WINNIPEG — Rocker Neil Young took aim at the proposed Keystone XL pipeline Thursday on his concert tour condemning the Alberta oilsands, while energy executives, politicians and even a fellow musician shot back that he is irresponsible and uninformed.

WINNIPEG — Rocker Neil Young took aim at the proposed Keystone XL pipeline Thursday on his concert tour condemning the Alberta oilsands, while energy executives, politicians and even a fellow musician shot back that he is irresponsible and uninformed.
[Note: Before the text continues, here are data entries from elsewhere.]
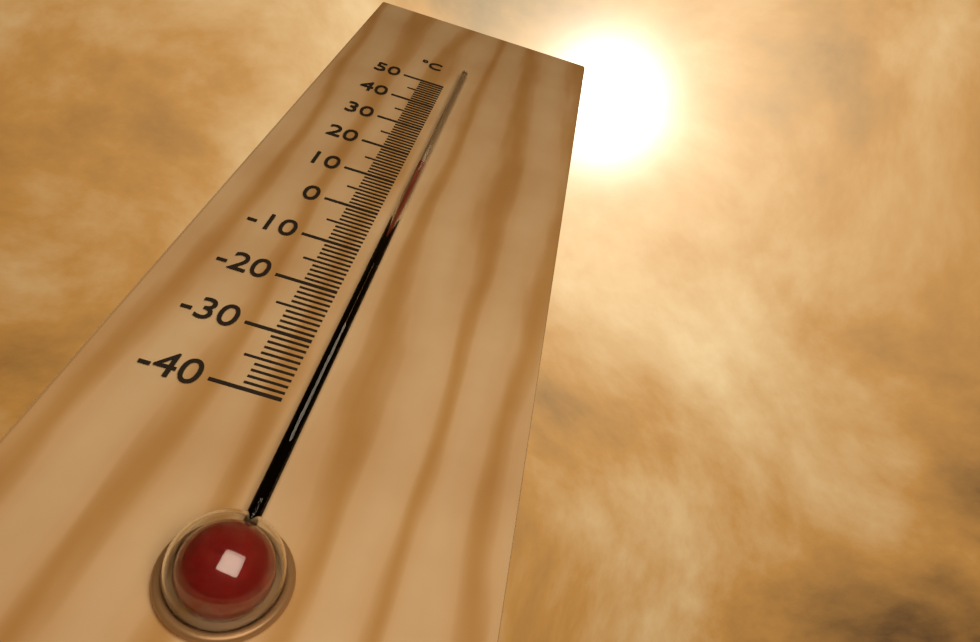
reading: 17 °C
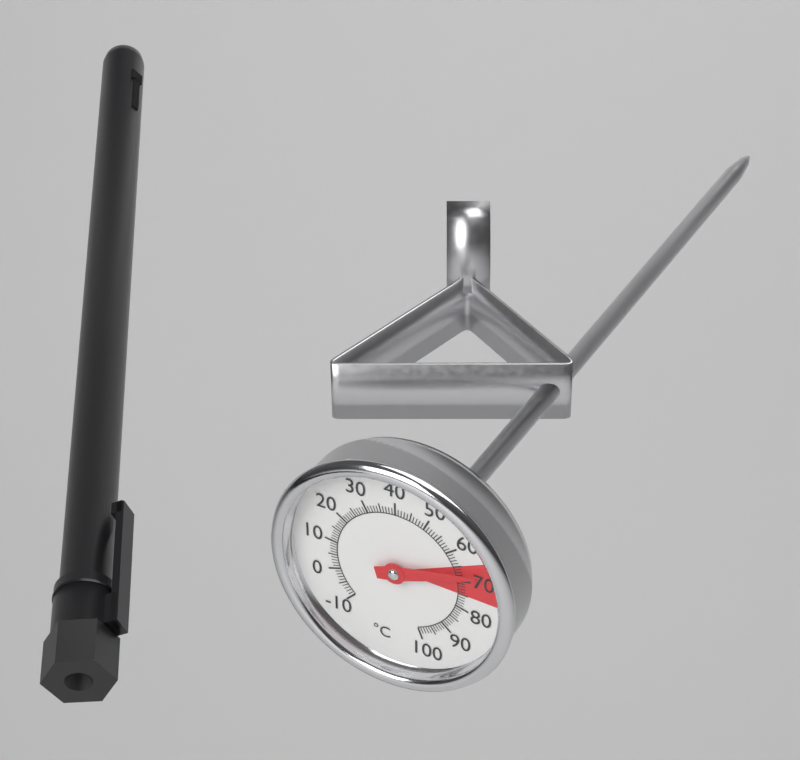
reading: 68 °C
Young told a news conference ahead of his Winnipeg concert that the TransCanada pipeline, which would carry oilsands bitumen from Alberta to Texas refineries, makes no sense since the oil would be sent to China — a country he called one of the dirtiest on Earth.

“People don’t understand this oil is not for Canada,” Young said. “A couple of months ago, Beijing had 30 times the World Health Organization’s approved level of pollutants and dangerous substances in the air — 30 times that — and we’re sending them oil.

“I don’t feel really good about that.”

TransCanada (TSX:TRP) quickly replied that the pipeline would be a supply line for U.S. refineries and not an export pipeline. Company spokesman Shawn Howard said the vast majority of exported oilsands oil is used in gasoline, diesel fuel and other North American products.

“It’s unfortunate that people like Mr. Young want to mislead people about where Canadian oil goes and the benefits it creates,” he said in an emailed statement.

“It has helped him create records and CDs, allows his tour buses to run, airplanes to fly, (allows) the manufacturing of high-tech equipment and guitar picks needed to entertain his audiences.”

Young is on a four-city Canadian tour to support the Athabasca Chipewyan First Nation that lives downstream from the oilsands. The band has filed a lawsuit to try to protect its traditional territory from further industrialization.

Since he kicked off the tour in Toronto on Sunday, the iconic musician has traded shots with the Prime Minister’s Office and oil executives who say Young doesn’t understand the oilsands or their economic benefit.

Even fellow Canadian musician Jim Cuddy from Blue Rodeo called Young’s comparison of the oilsands with Hiroshima extreme.

“He’s grossly exaggerating,” Cuddy told Saskatchewan-based Missinipi Broadcasting Corp. “Nobody can say that any kind of open-pit mining — whether it’s oil, shale or whatever — is beautiful,” he said.

“I’m not sure this is about esthetics. It’s about clean water, clean air and economics.”

However, Cuddy, who was to play a concert in Fort McMurray on Thursday night, also suggested that Young has triggered a national discussion about the oilsands that is long overdue.

“You have to appreciate that Neil in his own extreme, crazy way has begun a dialogue that we have to have in this country.”